ABSTRACT

In this statement, the Director of the National Humanities Center (USA) Geoffrey Harpham captures a common disconnection between the study of the humanities from the education of those who study the humanities. He appears to forget the mediating context in which we socially engage with our students and the direct and indirect impact that this has both in and outside of our disciplines. For me, our classrooms are the bridging environment between what we, as academics, individually study and with whom we share that study and its practices socially. As a result we need to beware of failing to address the nature of the educational environment fostered within the Arts and Humanities by its faculty members: How we teach what we have been studying privately is as important as what we teach. How we teach is simultaneously both one of the public aspects of our private scholarly activity as well as an intrinsic part of that activity and this symbiosis is directly linked to the public good. Surely both disciplinary content and its context of generation create a whole greater than the sum of its parts? Harpham’s statement is, of course, a reduction of the variety of viewpoints expressed within the Arts and Humanities, but it sums up one reason as to why the Humanities subjects have been tainted with a perception of conservatism in their approaches to different methods of education: We focus on product and forget process. We, the argument goes, have been excellent at challenging traditional modes of thought within our subjects but have uncritically accepted habitual procedures of discipline generation.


_Task instructions:_ Pictures are to be omitted, and every entry below is to be restated exactly.

Stored items:
=== Section Start ===

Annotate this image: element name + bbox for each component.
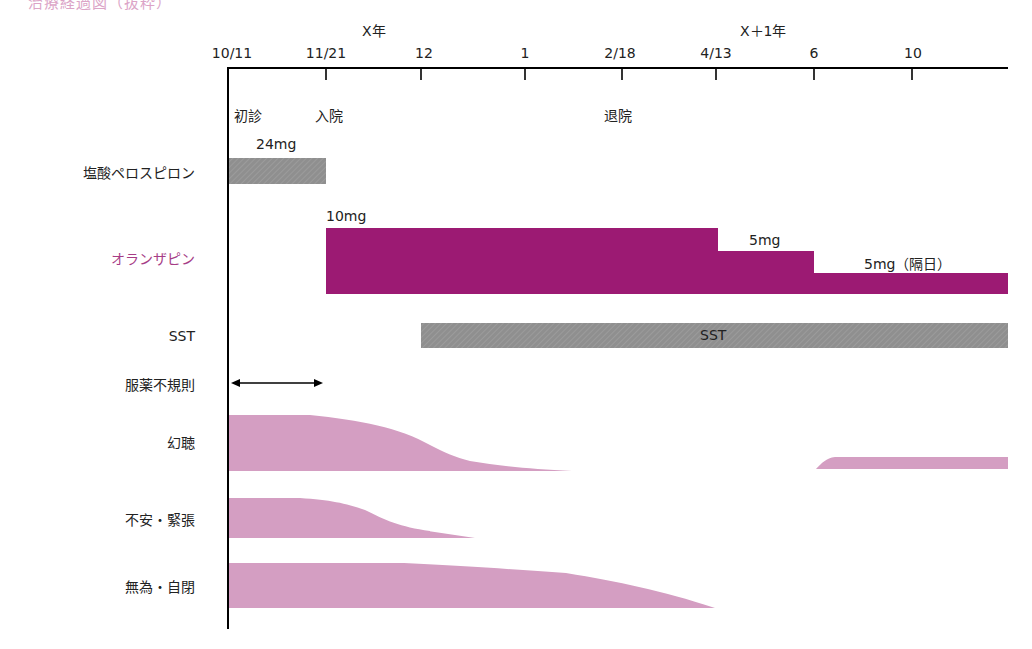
timeline-chart xyxy=(0,0,1032,649)
dose-label-olanzapine-5mg-alternate: 5mg（隔日） xyxy=(864,253,951,273)
hallucination-recurrence-area xyxy=(816,457,1008,469)
sst-bar-label: SST xyxy=(700,327,726,343)
dose-label-perospirone: 24mg xyxy=(256,136,296,152)
anxiety-tension-area-tail xyxy=(428,531,475,538)
irregular-medication-arrow xyxy=(231,379,323,387)
dose-label-olanzapine-10mg: 10mg xyxy=(326,208,366,224)
anxiety-tension-area xyxy=(229,498,430,538)
perospirone-bar xyxy=(229,158,326,184)
dose-label-olanzapine-5mg: 5mg xyxy=(749,232,780,248)
avolition-withdrawal-area xyxy=(229,563,715,608)
hallucination-area xyxy=(229,415,572,471)
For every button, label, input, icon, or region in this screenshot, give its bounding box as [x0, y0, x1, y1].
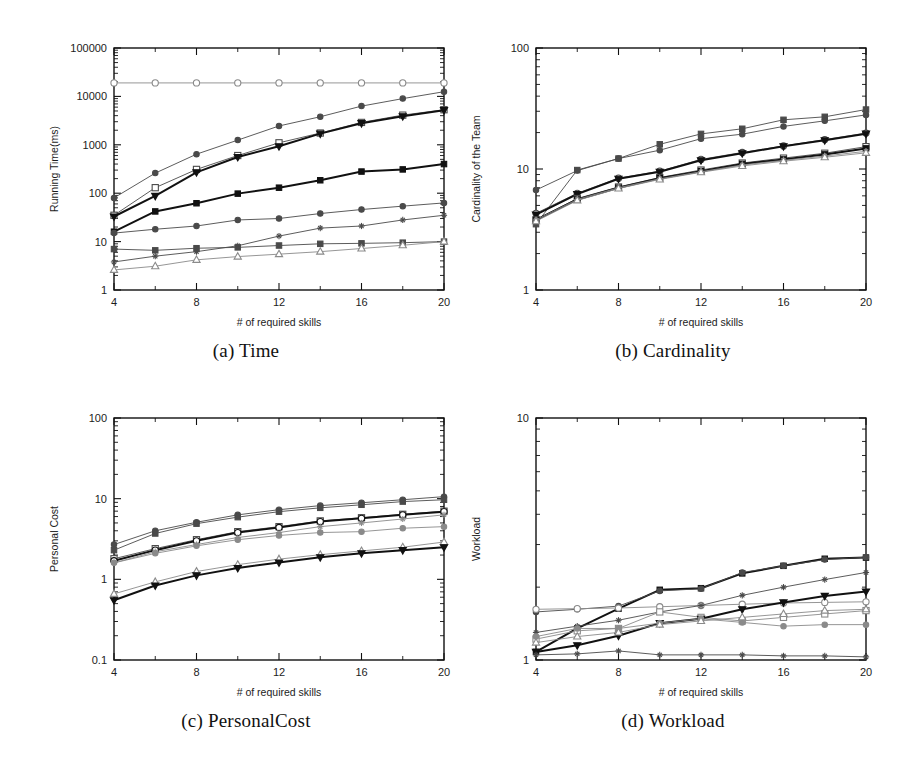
svg-text:Workload: Workload: [470, 517, 482, 561]
svg-text:100: 100: [511, 42, 529, 54]
panel-personalcost: 0.111010048121620# of required skillsPer…: [36, 398, 456, 748]
svg-text:12: 12: [695, 296, 707, 308]
plot-area-cardinality: 11010048121620# of required skillsCardin…: [458, 28, 888, 338]
svg-text:8: 8: [193, 296, 199, 308]
svg-text:Running Time(ms): Running Time(ms): [48, 126, 60, 212]
svg-text:20: 20: [860, 296, 872, 308]
svg-text:1: 1: [523, 654, 529, 666]
svg-text:4: 4: [111, 666, 117, 678]
svg-text:# of required skills: # of required skills: [237, 316, 322, 328]
svg-text:4: 4: [533, 666, 539, 678]
svg-text:10: 10: [95, 493, 107, 505]
panel-time: 11010010001000010000048121620# of requir…: [36, 28, 456, 378]
svg-text:10: 10: [517, 412, 529, 424]
svg-text:10: 10: [517, 163, 529, 175]
svg-text:16: 16: [355, 296, 367, 308]
plot-area-workload: 11048121620# of required skillsWorkload: [458, 398, 888, 708]
svg-text:20: 20: [438, 666, 450, 678]
panel-caption-cardinality: (b) Cardinality: [458, 340, 888, 362]
svg-text:4: 4: [111, 296, 117, 308]
svg-text:100000: 100000: [70, 42, 107, 54]
svg-text:100: 100: [89, 412, 107, 424]
svg-text:1000: 1000: [83, 139, 107, 151]
svg-text:20: 20: [438, 296, 450, 308]
svg-text:8: 8: [193, 666, 199, 678]
svg-text:1: 1: [101, 284, 107, 296]
svg-text:1: 1: [101, 573, 107, 585]
svg-text:0.1: 0.1: [92, 654, 107, 666]
svg-text:# of required skills: # of required skills: [659, 316, 744, 328]
panel-caption-personalcost: (c) PersonalCost: [36, 710, 456, 732]
panel-caption-time: (a) Time: [36, 340, 456, 362]
svg-text:16: 16: [777, 666, 789, 678]
svg-text:4: 4: [533, 296, 539, 308]
svg-text:10: 10: [95, 236, 107, 248]
svg-text:12: 12: [695, 666, 707, 678]
svg-text:20: 20: [860, 666, 872, 678]
svg-text:12: 12: [273, 296, 285, 308]
svg-text:# of required skills: # of required skills: [237, 686, 322, 698]
svg-text:10000: 10000: [76, 90, 107, 102]
svg-text:16: 16: [777, 296, 789, 308]
svg-text:12: 12: [273, 666, 285, 678]
plot-area-personalcost: 0.111010048121620# of required skillsPer…: [36, 398, 456, 708]
svg-text:1: 1: [523, 284, 529, 296]
svg-text:16: 16: [355, 666, 367, 678]
panel-cardinality: 11010048121620# of required skillsCardin…: [458, 28, 888, 378]
panel-workload: 11048121620# of required skillsWorkload …: [458, 398, 888, 748]
plot-area-time: 11010010001000010000048121620# of requir…: [36, 28, 456, 338]
panel-caption-workload: (d) Workload: [458, 710, 888, 732]
svg-text:8: 8: [615, 296, 621, 308]
svg-text:100: 100: [89, 187, 107, 199]
svg-text:8: 8: [615, 666, 621, 678]
figure-root: 11010010001000010000048121620# of requir…: [0, 0, 918, 777]
svg-text:Personal Cost: Personal Cost: [48, 506, 60, 572]
svg-text:# of required skills: # of required skills: [659, 686, 744, 698]
svg-text:Cardinality of the Team: Cardinality of the Team: [470, 115, 482, 222]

=== Section End ===

_Answer space:_
Annotate this image: element name + bbox for each component.
timeline-chart xyxy=(0,0,1032,649)
dose-label-olanzapine-5mg-alternate: 5mg（隔日） xyxy=(864,253,951,273)
hallucination-recurrence-area xyxy=(816,457,1008,469)
sst-bar-label: SST xyxy=(700,327,726,343)
dose-label-perospirone: 24mg xyxy=(256,136,296,152)
anxiety-tension-area-tail xyxy=(428,531,475,538)
irregular-medication-arrow xyxy=(231,379,323,387)
dose-label-olanzapine-10mg: 10mg xyxy=(326,208,366,224)
anxiety-tension-area xyxy=(229,498,430,538)
perospirone-bar xyxy=(229,158,326,184)
dose-label-olanzapine-5mg: 5mg xyxy=(749,232,780,248)
avolition-withdrawal-area xyxy=(229,563,715,608)
hallucination-area xyxy=(229,415,572,471)
For every button, label, input, icon, or region in this screenshot, give its bounding box as [x0, y0, x1, y1].
svg-text:Workload: Workload: [470, 517, 482, 561]
svg-text:100: 100: [511, 42, 529, 54]
panel-personalcost: 0.111010048121620# of required skillsPer…: [36, 398, 456, 748]
svg-text:12: 12: [695, 296, 707, 308]
plot-area-cardinality: 11010048121620# of required skillsCardin…: [458, 28, 888, 338]
svg-text:8: 8: [193, 296, 199, 308]
svg-text:Running Time(ms): Running Time(ms): [48, 126, 60, 212]
svg-text:20: 20: [860, 296, 872, 308]
svg-text:1: 1: [523, 654, 529, 666]
svg-text:4: 4: [111, 666, 117, 678]
svg-text:# of required skills: # of required skills: [237, 316, 322, 328]
svg-text:4: 4: [533, 666, 539, 678]
svg-text:10: 10: [95, 493, 107, 505]
panel-time: 11010010001000010000048121620# of requir…: [36, 28, 456, 378]
svg-text:10: 10: [517, 412, 529, 424]
svg-text:10: 10: [517, 163, 529, 175]
svg-text:16: 16: [355, 296, 367, 308]
plot-area-workload: 11048121620# of required skillsWorkload: [458, 398, 888, 708]
svg-text:20: 20: [438, 666, 450, 678]
panel-caption-cardinality: (b) Cardinality: [458, 340, 888, 362]
svg-text:4: 4: [111, 296, 117, 308]
svg-text:100000: 100000: [70, 42, 107, 54]
svg-text:100: 100: [89, 412, 107, 424]
svg-text:1000: 1000: [83, 139, 107, 151]
svg-text:20: 20: [438, 296, 450, 308]
svg-text:8: 8: [193, 666, 199, 678]
svg-text:1: 1: [101, 284, 107, 296]
svg-text:1: 1: [101, 573, 107, 585]
svg-text:0.1: 0.1: [92, 654, 107, 666]
svg-text:# of required skills: # of required skills: [659, 316, 744, 328]
panel-caption-personalcost: (c) PersonalCost: [36, 710, 456, 732]
panel-caption-time: (a) Time: [36, 340, 456, 362]
svg-text:16: 16: [777, 666, 789, 678]
svg-text:4: 4: [533, 296, 539, 308]
svg-text:10: 10: [95, 236, 107, 248]
svg-text:12: 12: [695, 666, 707, 678]
svg-text:20: 20: [860, 666, 872, 678]
svg-text:12: 12: [273, 296, 285, 308]
svg-text:# of required skills: # of required skills: [237, 686, 322, 698]
svg-text:10000: 10000: [76, 90, 107, 102]
svg-text:16: 16: [777, 296, 789, 308]
svg-text:12: 12: [273, 666, 285, 678]
plot-area-personalcost: 0.111010048121620# of required skillsPer…: [36, 398, 456, 708]
svg-text:1: 1: [523, 284, 529, 296]
svg-text:16: 16: [355, 666, 367, 678]
panel-cardinality: 11010048121620# of required skillsCardin…: [458, 28, 888, 378]
panel-workload: 11048121620# of required skillsWorkload …: [458, 398, 888, 748]
plot-area-time: 11010010001000010000048121620# of requir…: [36, 28, 456, 338]
panel-caption-workload: (d) Workload: [458, 710, 888, 732]
svg-text:8: 8: [615, 296, 621, 308]
svg-text:100: 100: [89, 187, 107, 199]
svg-text:8: 8: [615, 666, 621, 678]
figure-root: 11010010001000010000048121620# of requir…: [0, 0, 918, 777]
svg-text:Personal Cost: Personal Cost: [48, 506, 60, 572]
svg-text:# of required skills: # of required skills: [659, 686, 744, 698]
svg-text:Cardinality of the Team: Cardinality of the Team: [470, 115, 482, 222]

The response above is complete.